There are problems with such an agency-based business model (and wildcards; Pottermore, anybody?) but overall I think those problems are more solvable than the collapse of book retailing into Amazon, Amazon, and more Amazon. So my vote goes with agency retailing. I’ve just told you why. (Polite) discussion always welcome.

2 Comments

    1. Sorry it took so long to get to this; I’ve had other things on my mind the last few days.

      I appreciate the pointers, but I’ll stick to my endorsement of agency pricing. Konrath’s post is borderline apoplectic, and an excellent example of how anger clouds the mind. I still can’t quite figure what he’s getting at, and I’ve read it three times.

      April Hamilton’s post is more sensible, but she’s ducking the issue of selling ebooks (or anything else) below cost, and what effect that has on the retail channel. Amazon can do that because they’re huge and well capitalized. Smaller online stores cannot. Agency pricing is our best chance of keeping ebook retailing from collapsing into Amazon and nothing else.

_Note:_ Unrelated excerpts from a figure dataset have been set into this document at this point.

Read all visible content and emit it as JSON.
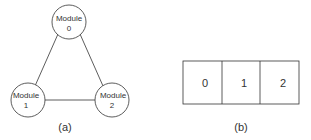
{
  "figure_a": {
    "caption": "(a)",
    "nodes": [
      {
        "line1": "Module",
        "line2": "0"
      },
      {
        "line1": "Module",
        "line2": "1"
      },
      {
        "line1": "Module",
        "line2": "2"
      }
    ]
  },
  "figure_b": {
    "caption": "(b)",
    "cells": [
      "0",
      "1",
      "2"
    ]
  }
}
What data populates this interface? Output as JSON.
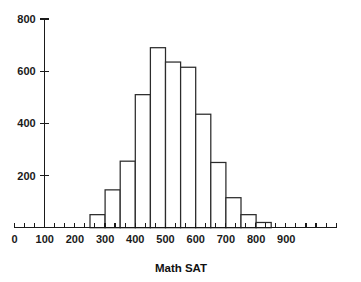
{
  "chart_data": {
    "type": "bar",
    "title": "",
    "subtitle": "",
    "xlabel": "Math SAT",
    "ylabel": "",
    "xlim": [
      0,
      1000
    ],
    "ylim": [
      0,
      800
    ],
    "grid": false,
    "legend": null,
    "bin_width": 50,
    "x_tick_labels": [
      "0",
      "100",
      "200",
      "300",
      "400",
      "500",
      "600",
      "700",
      "800",
      "900"
    ],
    "x_tick_values": [
      0,
      100,
      200,
      300,
      400,
      500,
      600,
      700,
      800,
      900
    ],
    "y_tick_labels": [
      "200",
      "400",
      "600",
      "800"
    ],
    "y_tick_values": [
      200,
      400,
      600,
      800
    ],
    "x_minor_tick_step": 33.3,
    "categories": [
      "200-250",
      "250-300",
      "300-350",
      "350-400",
      "400-450",
      "450-500",
      "500-550",
      "550-600",
      "600-650",
      "650-700",
      "700-750",
      "750-800",
      "800-850"
    ],
    "bin_edges": [
      200,
      250,
      300,
      350,
      400,
      450,
      500,
      550,
      600,
      650,
      700,
      750,
      800,
      850
    ],
    "values": [
      0,
      50,
      145,
      255,
      510,
      690,
      635,
      615,
      435,
      250,
      115,
      50,
      20
    ],
    "colors": {
      "bar_fill": "#ffffff",
      "bar_stroke": "#2b2b2b",
      "axis": "#1a1a1a",
      "text": "#111111",
      "background": "#ffffff"
    }
  }
}
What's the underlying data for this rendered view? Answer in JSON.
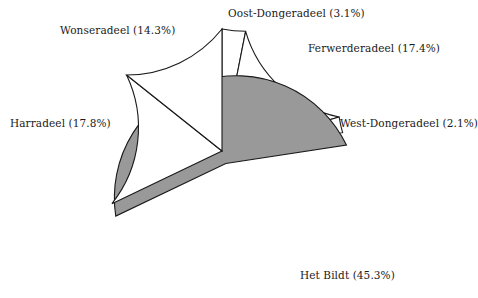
{
  "figure": {
    "kind": "pie-chart",
    "background_color": "#ffffff",
    "line_color": "#1a1a1a"
  },
  "chart_data": {
    "type": "pie",
    "title": "",
    "subtitle": "",
    "xlabel": "",
    "ylabel": "",
    "legend_position": "none",
    "grid": false,
    "start_angle_deg": 90,
    "direction": "clockwise",
    "units": "percent",
    "categories": [
      "Oost-Dongeradeel",
      "Ferwerderadeel",
      "West-Dongeradeel",
      "Het Bildt",
      "Harradeel",
      "Wonseradeel"
    ],
    "values": [
      3.1,
      17.4,
      2.1,
      45.3,
      17.8,
      14.3
    ],
    "total": 100.0,
    "slices": [
      {
        "name": "Oost-Dongeradeel",
        "value": 3.1,
        "label": "Oost-Dongeradeel (3.1%)",
        "color": "#ffffff",
        "exploded": false
      },
      {
        "name": "Ferwerderadeel",
        "value": 17.4,
        "label": "Ferwerderadeel (17.4%)",
        "color": "#ffffff",
        "exploded": false
      },
      {
        "name": "West-Dongeradeel",
        "value": 2.1,
        "label": "West-Dongeradeel (2.1%)",
        "color": "#ffffff",
        "exploded": false
      },
      {
        "name": "Het Bildt",
        "value": 45.3,
        "label": "Het Bildt (45.3%)",
        "color": "#999999",
        "exploded": true
      },
      {
        "name": "Harradeel",
        "value": 17.8,
        "label": "Harradeel (17.8%)",
        "color": "#ffffff",
        "exploded": false
      },
      {
        "name": "Wonseradeel",
        "value": 14.3,
        "label": "Wonseradeel (14.3%)",
        "color": "#ffffff",
        "exploded": false
      }
    ]
  }
}
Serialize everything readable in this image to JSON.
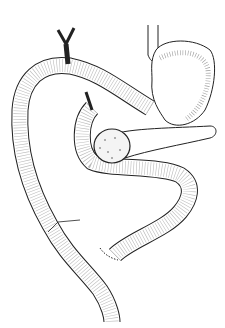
{
  "figure": {
    "kind": "medical line illustration",
    "background": "#ffffff",
    "ink": "#1a1a1a"
  }
}
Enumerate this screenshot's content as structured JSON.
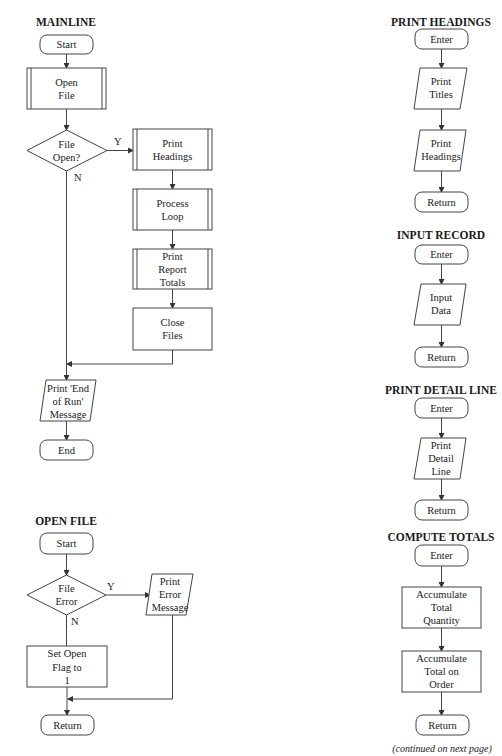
{
  "charts": {
    "mainline": {
      "title": "MAINLINE",
      "start": "Start",
      "open_file": [
        "Open",
        "File"
      ],
      "decision": [
        "File",
        "Open?"
      ],
      "yes_label": "Y",
      "no_label": "N",
      "print_headings": [
        "Print",
        "Headings"
      ],
      "process_loop": [
        "Process",
        "Loop"
      ],
      "print_report_totals": [
        "Print",
        "Report",
        "Totals"
      ],
      "close_files": [
        "Close",
        "Files"
      ],
      "print_end_of_run": [
        "Print 'End",
        "of Run'",
        "Message"
      ],
      "end": "End"
    },
    "open_file": {
      "title": "OPEN FILE",
      "start": "Start",
      "decision": [
        "File",
        "Error"
      ],
      "yes_label": "Y",
      "no_label": "N",
      "print_error": [
        "Print",
        "Error",
        "Message"
      ],
      "set_flag": [
        "Set Open",
        "Flag to",
        "1"
      ],
      "return": "Return"
    },
    "print_headings": {
      "title": "PRINT HEADINGS",
      "enter": "Enter",
      "print_titles": [
        "Print",
        "Titles"
      ],
      "print_headings": [
        "Print",
        "Headings"
      ],
      "return": "Return"
    },
    "input_record": {
      "title": "INPUT RECORD",
      "enter": "Enter",
      "input_data": [
        "Input",
        "Data"
      ],
      "return": "Return"
    },
    "print_detail_line": {
      "title": "PRINT DETAIL LINE",
      "enter": "Enter",
      "print_detail": [
        "Print",
        "Detail",
        "Line"
      ],
      "return": "Return"
    },
    "compute_totals": {
      "title": "COMPUTE TOTALS",
      "enter": "Enter",
      "accum_quantity": [
        "Accumulate",
        "Total",
        "Quantity"
      ],
      "accum_on_order": [
        "Accumulate",
        "Total on",
        "Order"
      ],
      "return": "Return"
    }
  },
  "footer": {
    "continued": "(continued on next page)"
  },
  "colors": {
    "line": "#444444",
    "text": "#1a1a1a",
    "background": "#ffffff"
  }
}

      The contention that wholesale pricing gives authors more money is bogus. Neither model is related strongly to author payments. Konrath’s position that author payments are the same whether a wholesaled book is sold at discount or not is true, and completely beside the point in the debate over wholesale vs. agency. Everything depends on the percentages and other terms in the contracts, and those are always subject to negotiation. A publisher using the agency model can pay an author 5% of 30%. It can also pay 40% of 30%. Everything depends on terms negotiated with the authors. Authors in some MM genres are getting much less than 12% of net, which is what most computer book authors were getting back when I was paying computer book authors. Both models are ways of splitting a pie. The guy who wins is the guy who holds the knife.

      As the food chain shortens (inevitable as publishing jettisons the overhead required for print books) more money could conceivably flow to authors, irrespective of business model. Whether it does or not depends almost solely on supply and demand, and competition between publishers for talent.

      The most favorable situation for authors is to have a huge number of small (weak) publishers selling through a huge number of small (weak) retailers. Anything that results in a handful of monster publishers selling through one gargantuan retailer will not be a good deal for authors. The wholesale model and (more to the point) loss-leader discounting is the best way I know to get to that very bad place.